Christina Lamb interviews the husband of the late Benazir Bhutto, Asif Ali Zardari, who hopes to be named President of Pakistan this Saturday
Islamabad
On the wall above Asif Ali Zardari’s dining table in Islamabad is a framed copy of a letter. The handwriting is small and neat and it looks nothing special but he frequently grabs it from the wall to show to visitors. For on this piece of paper rests the remarkable rise of the man for years vilified as Mr Ten Percent, who this weekend looks set to become Pakistan’s President.
The letter is written by his late wife Benazir Bhutto, and dated 16 October 2007, two days before her return to Pakistan from exile, and 11 weeks before her assassination. Addressed to supporters of her Pakistan People’s Party (PPP) to be opened in the event of her death, she wrote it at her home in Dubai shortly after receiving a delegation from foreign intelligence services warning her she would be killed if she went back. ‘I would like my husband Asif Ali Zardari to lead you in this interim period until you and he decide what is best,’ it states. ‘I say this because he is a man of courage and honour. He spent 11 and a half years in prison without bending despite torture.’

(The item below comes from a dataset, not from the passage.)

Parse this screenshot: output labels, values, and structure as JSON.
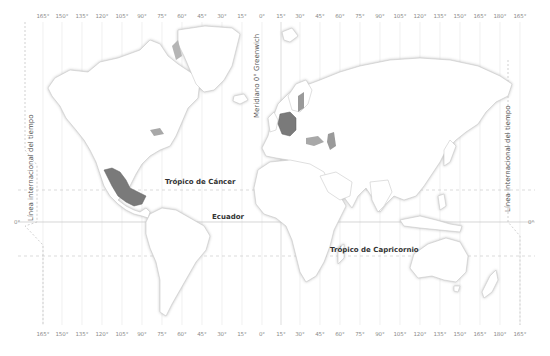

‘You see,’ he said to me over lunch at his house last month, as he jabbed at the text. ‘She knew I was the only one with the strength to hold it all together.’
When Zardari produced this ‘political will’ at the first meeting of the party leadership after Bhutto’s assassination at the end of December, her long-time associates were stunned. Zardari had long been known as anything from Mr Ten Percent to Mr Thirty Percent and his alleged corruption was widely regarded as the reason for the early demise of Bhutto’s two governments. ‘Zardari? I don’t believe it,’ was the reaction of one of Bhutto’s oldest advisers in London, when I contacted him with the news. Zardari himself calls the will ‘the joker in the pack’.